05:18:17 am on
Friday 11 Oct 2024

Schoolyard Bullies
AJ Robinson

For years, I wonder what happened to the free press. I know it morphed into the media. Back when I was a kid, I watched Walter Cronkite and other reporters, on shows such as Face the Nation and Meet the Press, ask tough questions and get answers.


My dad was a no-BS man.

At the time, I didn’t always understand every topic of conversation. My dad was a big fan of the news shows; he showed me the way. Dad wanted the truth regarding what was going on in the country and the world; he was a no-BS man.

Granted, when dad didn’t like what they had to say, he grumbled. Still, he accepted that they were doing their jobs and reporting honestly. Honesty, what an idea is that.

For years, I noticed a shift in how the media reports news; I wondered why. Well, just the other night, watching a wrap up of the latest democrat debate, I figured it out. The media are schoolyard bullies and nothing more; threatening until the going gets tough.

Yeah and it was very sad to recognise and worse to acknowledge. Thinking back to my childhood, in Arlington, Massachusetts, I remembered that all bullies share something: they’re cowards. Oh, they’ll pick on someone smaller and weaker than them, but they back down and become good little boys and girls once a teacher or someone stronger stands up to them. I figured this out myself and scared off a bully that was picking on me.

The media is acting the same way. When it comes to The Great Orange, “Moscow Mitch” or any other Republican leader, the media are good compliant lap dogs that accept everything said and never ask a truly tough question. If they ask a tough question, worthy of, say, Walter Cronkite, they are put in their place, by the source, back down and most definitely never ask a hard follow-up.

Those that dare ask tough questions receive a good beating, metaphorically. Some news sources, such as Bernie Sanders or Elizabeth Warren, are too polite. They actually answer tough questions and, thus, they face tougher questions that lack simple answers.


There are some truth tellers.

The likes of Sanders and Warren give good, sound and articulate answers, but that’s a problem. Answers that actually make sense aren’t reducible to a nice little ten-second sound bite. Slogans, such as “Build the Wall” or “Lock her up,” work nicely, whereas talking of Medicare for all, relieving student debt or immigration reform take time and require digestion.

For me, this is yet another dysphoric aspect of our modern life, no honest and forthright press. I wrote, before, how Nixon and the members of his administration had to give “non-denial denials” or long convoluted answers when talking to the press. If they didn’t dance around the truth, the press would aver they were lying.

For Trump and his minions, that’s not an issue; the press, today, doesn’t care if a source is lying. How many lies is Trump up to now, over ten thousand? Yet, have you ever heard a single member of the media actually speak the words, “Mr. President, you said (blank) and that’s a lie.” How long has it been since a reporter asked him of his tax returns; he’s lied about those so many times that the media have given up and that’s sad.

We have reached a time where facts and truth are meaningless, but only to one side of the political divide and that, too, is both sad and scary. I have no confidence in the future of our republic, at least as things stand now. I see four more years of Trump, more lies and destruction of our cherished institutions and, quite possibly, horrible economic depression, at the very least, recession.

Trump will leave office in glory to the cheers of his minions. They’ll hail him as an excellent leader, the greatest president of modern times; all lies, of course.


De facto traitor and conman.

Someday, years perhaps decades from now, people will know him for the traitor and conman he is. Still, I must wonder: will the media bother to report it? As it stands, now, I doubt it. They’ll be afraid of some adult in the room yelling at them.

Combining the gimlet-eye of Philip Roth with the precisive mind of Lionel Trilling, AJ Robinson writes about what goes bump in the mind, of 21st century adults. Raised in Boston, with summers on Martha's Vineyard, AJ now lives in Florida. Working, again, as an engineeer, after years out of the field due to 2009 recession and slow recovery, Robinson finds time to write. His liberal, note the small "l," sensibilities often lead to bouts of righteous indignation, well focused and true. His teen vampire adventure novel, "Vampire Vendetta," will publish in 2020. Robinson continues to write books, screenplays and teleplays and keeps hoping for that big break.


§ HOW TO COMPLETE THIS TASK: Below are the records; extract from them the line containing "clothing region?" to the line containing "Find the exact region of footwear.", both lines included, exactly and with no pictures.

§ DATA FOR THIS TASK:
○ ○ ○ ○ ○
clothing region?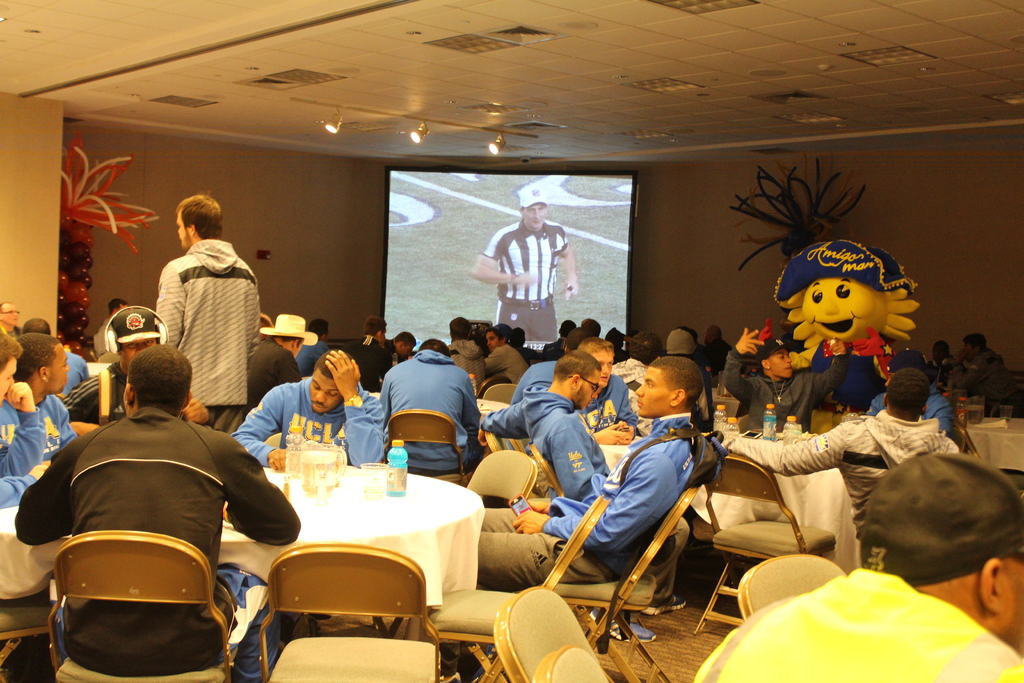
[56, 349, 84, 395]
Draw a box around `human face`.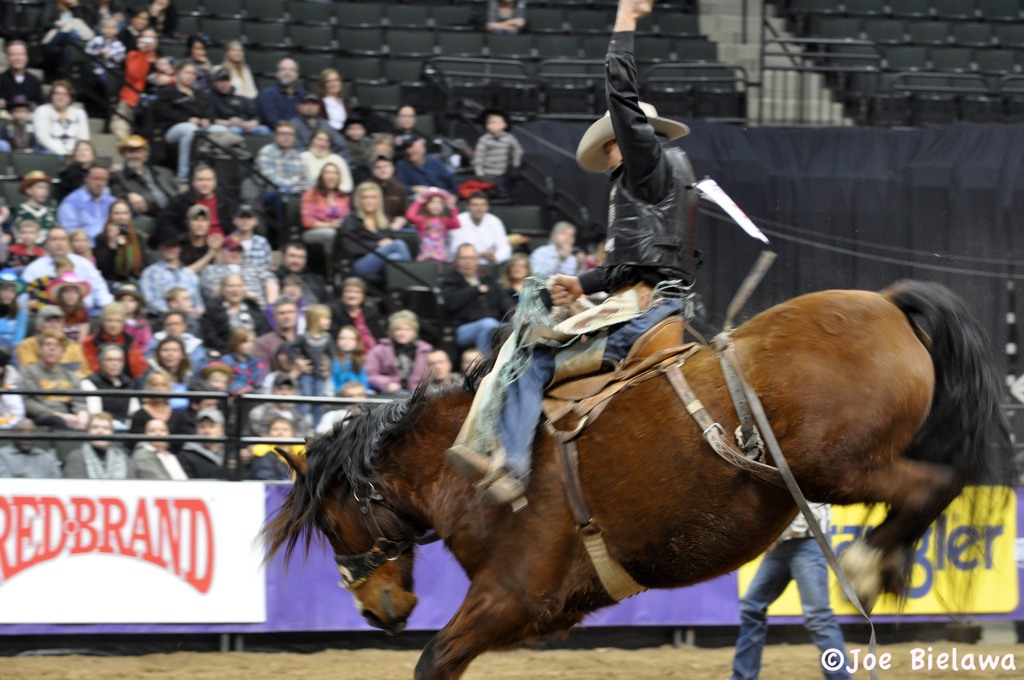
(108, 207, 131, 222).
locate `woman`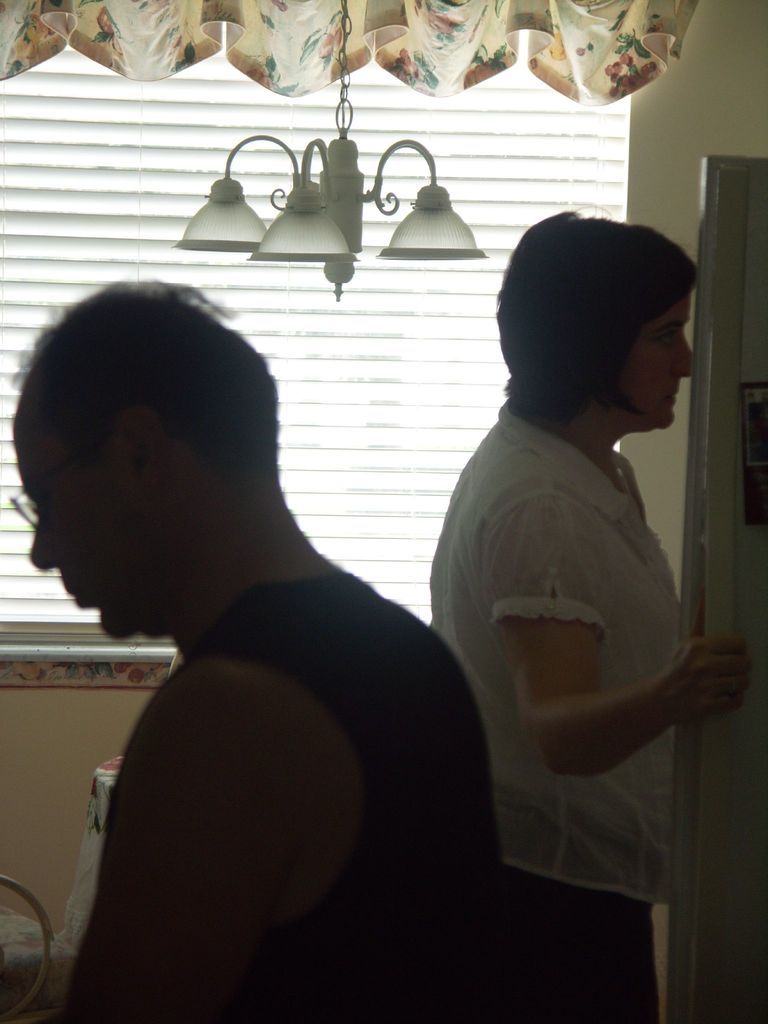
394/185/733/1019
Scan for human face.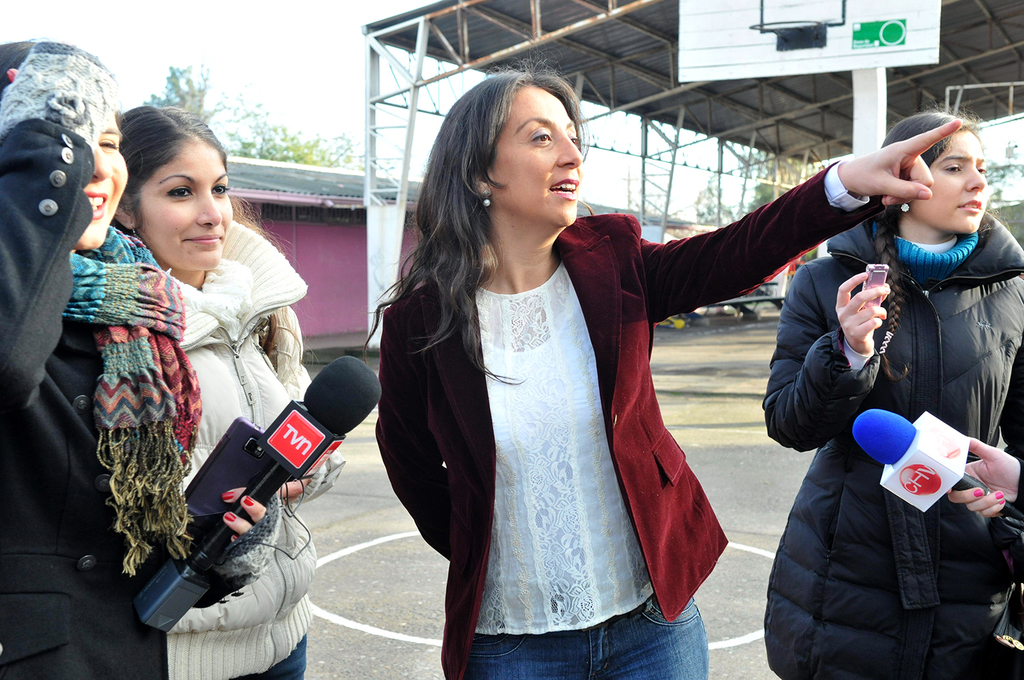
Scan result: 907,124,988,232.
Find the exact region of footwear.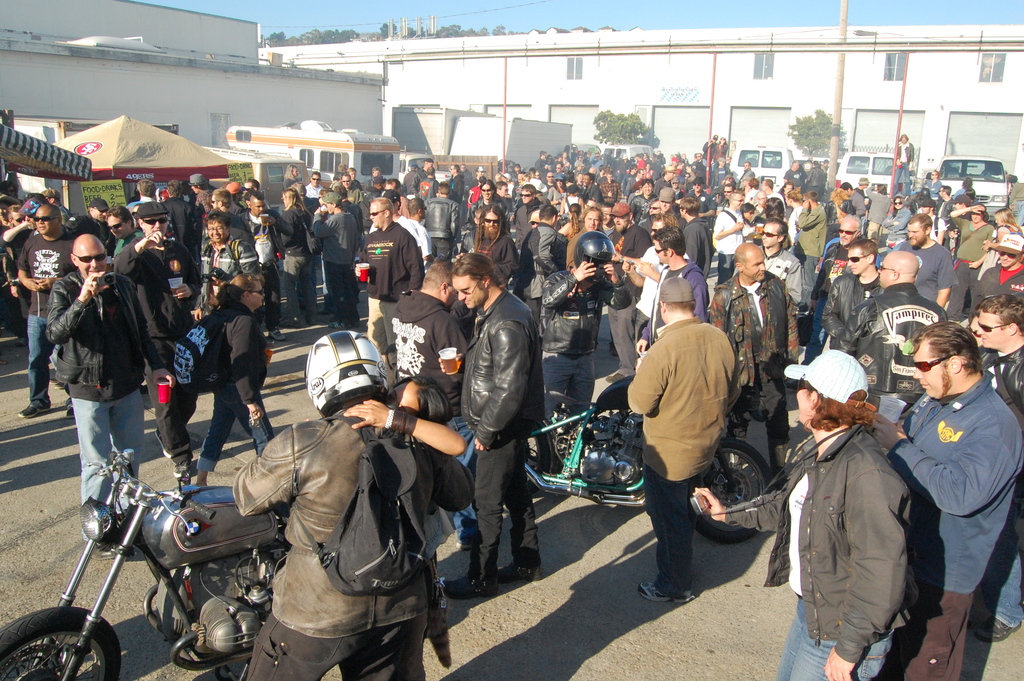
○ ○ ○ ○ ○
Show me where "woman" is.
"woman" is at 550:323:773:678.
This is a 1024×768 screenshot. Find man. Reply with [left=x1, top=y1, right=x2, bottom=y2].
○ ○ ○ ○ ○
§ SOLUTION FOR THIS EXERCISE:
clothing region?
[56, 349, 84, 395]
Draw a box around `human face`.
(108, 207, 131, 222).
locate `woman`
394/185/733/1019
Scan for human face.
Scan result: 907,124,988,232.
Find the exact region of footwear.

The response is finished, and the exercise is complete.